BRING me wine but wine which never grew

In the belly1 of the grape

Or grew on vine whose tap-roots reaching through

Under the Andes to the Cape2

Suffer'd no savour of the earth to 'scape.

Let its grapes the morn salute3

From a nocturnal root

Which feels the acrid4 juice

Of Styx and Erebus;

And turns the woe5 of Night

By its own craft to a more rich delight.

We buy ashes for bread;

We buy diluted6 wine;

Give me of the true

Whose ample leaves and tendrils curl'd

Among the silver hills of heaven

Draw everlasting7 dew;

Wine of wine

Blood of the world

Form of forms and mould of statures

That I intoxicated8

And by the draught9 assimilated

May float at pleasure through all natures;

The bird-language rightly spell

And that which roses say so well:

Wine that is shed

Like the torrents10 of the sun

Up the horizon walls

Or like the Atlantic streams which run

When the South Sea calls.

Water and bread

Food which needs no transmuting11

Rainbow-flowering wisdom-fruiting

Wine which is already man

Food which teach and reason can.

Wine which Music is

Music and wine are one

That I drinking this

Shall hear far Chaos12 talk with me;

Kings unborn shall walk with me;

And the poor grass shall plot and plan

What it will do when it is man.

Quicken'd so will I unlock

Every crypt of every rock.

I thank the joyful13 juice

For all I know;

Winds of remembering

Of the ancient being blow

And seeming-solid walls of use

Open and flow.

Pour Bacchus! the remembering wine;

Retrieve14 the loss of me and mine!

Vine for vine be antidote15

And the grape requite16 the lote!

Haste to cure the old despair;

Reason in Nature's lotus drench'd

The memory of ages quench'd

Give them again to shine;

Let wine repair what this undid17;

And where the infection slid

A dazzling memory revive;

Refresh the faded tints18

Recut the agd prints

And write my old adventures with the pen

Which on the first day drew

Upon the tablets blue

The dancing Pleiads and eternal men.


What is being asked: Everything in the data that follows should be given again verbatim, except the images.

##### Provided data

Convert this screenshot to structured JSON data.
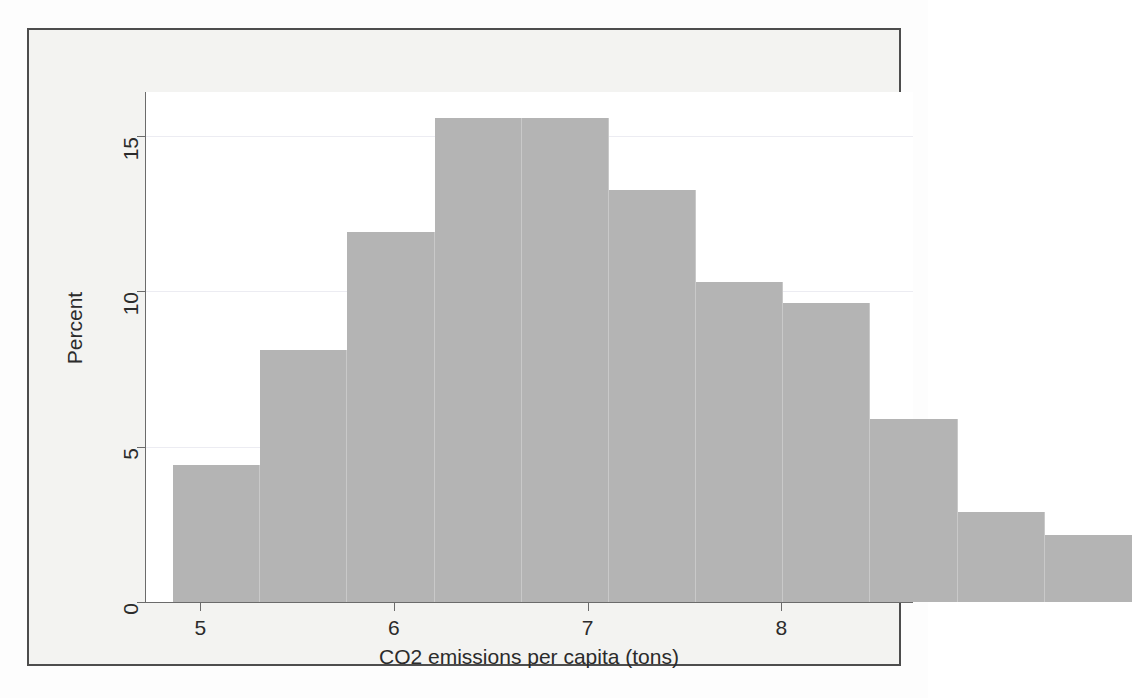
{
  "figure": {
    "background_color": "#f3f3f1",
    "plot_background_color": "#ffffff",
    "frame_color": "#4d4d4d",
    "bar_color": "#b4b4b4",
    "gridline_color": "#ececf2",
    "axis_color": "#6b6b6b"
  },
  "chart_data": {
    "type": "bar",
    "title": "",
    "subtitle": "",
    "xlabel": "CO2 emissions per capita (tons)",
    "ylabel": "Percent",
    "xlim": [
      4.72,
      8.68
    ],
    "ylim": [
      0,
      16.4
    ],
    "xticks": [
      5,
      6,
      7,
      8
    ],
    "xtick_labels": [
      "5",
      "6",
      "7",
      "8"
    ],
    "yticks": [
      0,
      5,
      10,
      15
    ],
    "ytick_labels": [
      "0",
      "5",
      "10",
      "15"
    ],
    "grid": "horizontal",
    "legend": "none",
    "annotations": [],
    "bin_width": 0.45,
    "bin_edges": [
      4.86,
      5.31,
      5.76,
      6.21,
      6.66,
      7.11,
      7.56,
      8.01,
      8.46
    ],
    "bin_starts": [
      4.86,
      5.31,
      5.76,
      6.21,
      6.66,
      7.11,
      7.56,
      8.01,
      8.46,
      8.91,
      9.36
    ],
    "categories": [
      "4.86-5.31",
      "5.31-5.76",
      "5.76-6.21",
      "6.21-6.66",
      "6.66-7.11",
      "7.11-7.56",
      "7.56-8.01",
      "8.01-8.46",
      "8.46-8.91",
      "8.91-9.36",
      "9.36-9.81"
    ],
    "values": [
      4.4,
      8.1,
      11.9,
      15.55,
      15.55,
      13.25,
      10.3,
      9.6,
      5.9,
      2.9,
      2.15
    ],
    "bars": [
      {
        "index": 1,
        "x_left": 4.86,
        "x_right": 5.31,
        "percent": 4.4
      },
      {
        "index": 2,
        "x_left": 5.31,
        "x_right": 5.76,
        "percent": 8.1
      },
      {
        "index": 3,
        "x_left": 5.76,
        "x_right": 6.21,
        "percent": 11.9
      },
      {
        "index": 4,
        "x_left": 6.21,
        "x_right": 6.66,
        "percent": 15.55
      },
      {
        "index": 5,
        "x_left": 6.66,
        "x_right": 7.11,
        "percent": 15.55
      },
      {
        "index": 6,
        "x_left": 7.11,
        "x_right": 7.56,
        "percent": 13.25
      },
      {
        "index": 7,
        "x_left": 7.56,
        "x_right": 8.01,
        "percent": 10.3
      },
      {
        "index": 8,
        "x_left": 8.01,
        "x_right": 8.46,
        "percent": 9.6
      },
      {
        "index": 9,
        "x_left": 8.46,
        "x_right": 8.91,
        "percent": 5.9
      },
      {
        "index": 10,
        "x_left": 8.91,
        "x_right": 9.36,
        "percent": 2.9
      },
      {
        "index": 11,
        "x_left": 9.36,
        "x_right": 9.81,
        "percent": 2.15
      }
    ]
  }
}
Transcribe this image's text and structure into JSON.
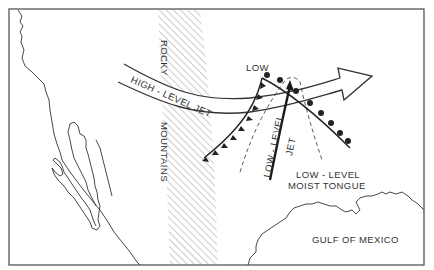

##########

Problem solution:
Convert this screenshot to structured JSON data.
{
  "figure": {
    "background_color": "#f3f3f1",
    "plot_background_color": "#ffffff",
    "frame_color": "#4d4d4d",
    "bar_color": "#b4b4b4",
    "gridline_color": "#ececf2",
    "axis_color": "#6b6b6b"
  },
  "chart_data": {
    "type": "bar",
    "title": "",
    "subtitle": "",
    "xlabel": "CO2 emissions per capita (tons)",
    "ylabel": "Percent",
    "xlim": [
      4.72,
      8.68
    ],
    "ylim": [
      0,
      16.4
    ],
    "xticks": [
      5,
      6,
      7,
      8
    ],
    "xtick_labels": [
      "5",
      "6",
      "7",
      "8"
    ],
    "yticks": [
      0,
      5,
      10,
      15
    ],
    "ytick_labels": [
      "0",
      "5",
      "10",
      "15"
    ],
    "grid": "horizontal",
    "legend": "none",
    "annotations": [],
    "bin_width": 0.45,
    "bin_edges": [
      4.86,
      5.31,
      5.76,
      6.21,
      6.66,
      7.11,
      7.56,
      8.01,
      8.46
    ],
    "bin_starts": [
      4.86,
      5.31,
      5.76,
      6.21,
      6.66,
      7.11,
      7.56,
      8.01,
      8.46,
      8.91,
      9.36
    ],
    "categories": [
      "4.86-5.31",
      "5.31-5.76",
      "5.76-6.21",
      "6.21-6.66",
      "6.66-7.11",
      "7.11-7.56",
      "7.56-8.01",
      "8.01-8.46",
      "8.46-8.91",
      "8.91-9.36",
      "9.36-9.81"
    ],
    "values": [
      4.4,
      8.1,
      11.9,
      15.55,
      15.55,
      13.25,
      10.3,
      9.6,
      5.9,
      2.9,
      2.15
    ],
    "bars": [
      {
        "index": 1,
        "x_left": 4.86,
        "x_right": 5.31,
        "percent": 4.4
      },
      {
        "index": 2,
        "x_left": 5.31,
        "x_right": 5.76,
        "percent": 8.1
      },
      {
        "index": 3,
        "x_left": 5.76,
        "x_right": 6.21,
        "percent": 11.9
      },
      {
        "index": 4,
        "x_left": 6.21,
        "x_right": 6.66,
        "percent": 15.55
      },
      {
        "index": 5,
        "x_left": 6.66,
        "x_right": 7.11,
        "percent": 15.55
      },
      {
        "index": 6,
        "x_left": 7.11,
        "x_right": 7.56,
        "percent": 13.25
      },
      {
        "index": 7,
        "x_left": 7.56,
        "x_right": 8.01,
        "percent": 10.3
      },
      {
        "index": 8,
        "x_left": 8.01,
        "x_right": 8.46,
        "percent": 9.6
      },
      {
        "index": 9,
        "x_left": 8.46,
        "x_right": 8.91,
        "percent": 5.9
      },
      {
        "index": 10,
        "x_left": 8.91,
        "x_right": 9.36,
        "percent": 2.9
      },
      {
        "index": 11,
        "x_left": 9.36,
        "x_right": 9.81,
        "percent": 2.15
      }
    ]
  }
}
Transcribe this image's text and structure into JSON.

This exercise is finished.